NASA Is So 1969 - Instablogs
NASA Is So 1969
Marco Villa , Connecticut: Jul 24 2009
Made Popular Jul 24 2009
United States :

John Kennedy set the task of going to the Moon in 1961 and little more than 8 year later NASA’s Apollo program accomplished one of the greatest fests of mankind. America’s Moon landing 40 years ago this month was breathtaking for those who witnessed it and still spellbinding for those who will forever read about it in the history books.

NASA Is So 1969
The new face of American space exploration? Photo Credit: SpaceX.com

But since the Moon landing, NASA - America’s space agency - has lost focus. Three years after the landing, the Apollo program was scrapped as the nation no longer was interested and several more Moon trips were canceled. The space agency is not useless. NASA does a lot of important scientific work. Its satellites have visited ever single planet in our solar system and countless more Moons. The Hubble space telescope and the Mars robotic landings have contributed not only to scientific inquiry but to the romantic understanding of our place in the universe. And for some even provided spiritual solace. But the agency lacked unifying initiative that would captivate the American people’s imagination for the better part of the last 40 years. And NASA needs such a goal in order to justify its huge budget to taxpayers.

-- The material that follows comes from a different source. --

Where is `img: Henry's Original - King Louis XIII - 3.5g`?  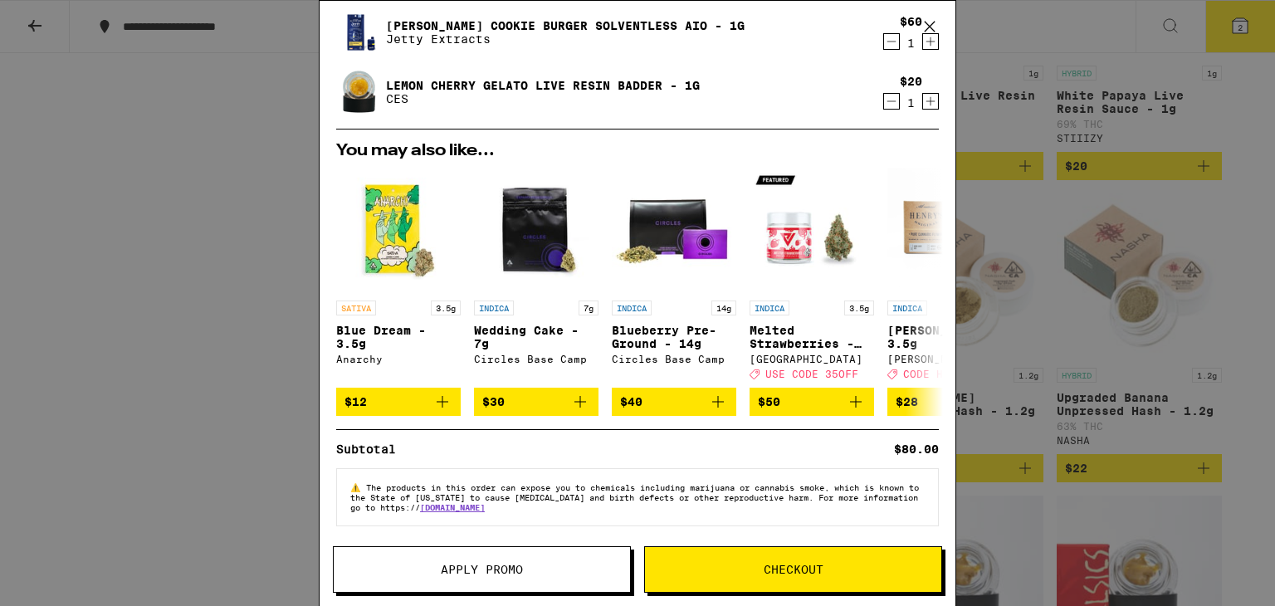
img: Henry's Original - King Louis XIII - 3.5g is located at coordinates (949, 230).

President Bush tired to do just that with his announcement that American should go to the Moon again by 2020 and then off to Mars. His speech was not greeted with the same fanfare of Kennedy’s. Going to Mars is certainly exciting, but President Bush did not rally the nation behind the cause and the time line of 2020 is so far off as to not merit consideration for ADD Americans in comparison to Kennedy’s “by the end of this decade” roaring call.

NASA needs to do more to inspire the American people, but it has thus far failed. If America could go to the Moon in the 1960s in 8 years, why should it take double that time for a second trip around given all the technology we have now [Bush’s speech was in 2004]? Further, NASA’s new space rockets have been dismissed as “Apollo on steriods” because instead of being the work of 21st century innovation the new rockets are more buffed up relics of the past. NASA needs rockets that evoke the word “awesome” in young boys and it needs to create a time line that is within the planning frame of an average America.

But while NASA is lacking, America’s space industry is not entirely boring. The private sector is thriving:

United Launch Alliance, a joint venture of Lockheed Martin and Boeing, is to use modified versions of their existing Delta 4 and Atlas 5 rockets both to go to the moon and to resupply the space station, but at lower cost. And if Ares is cancelled another winner may be SpaceX, a small Californian firm that is building a series of rockets called Falcon. These will be able to fly cargo to the International Space Station—and, if all goes well in the future, people.

SpaceX differs from Lockheed and Boeing in that Falcon is a speculative venture rather than having been commissioned (as Delta and Atlas were) by the government. Many see this sort of true private enterprise, rather than the taxpayer-assisted sort, as the way forward in space.

Private industry may have replaced for good the zeal, determination, innovation and vision that NASA once embodied. Or better still, it may force NASA to compete for the first time by ending its monopoly. Good old American-style capitalism may be exactly what is needed for Houston.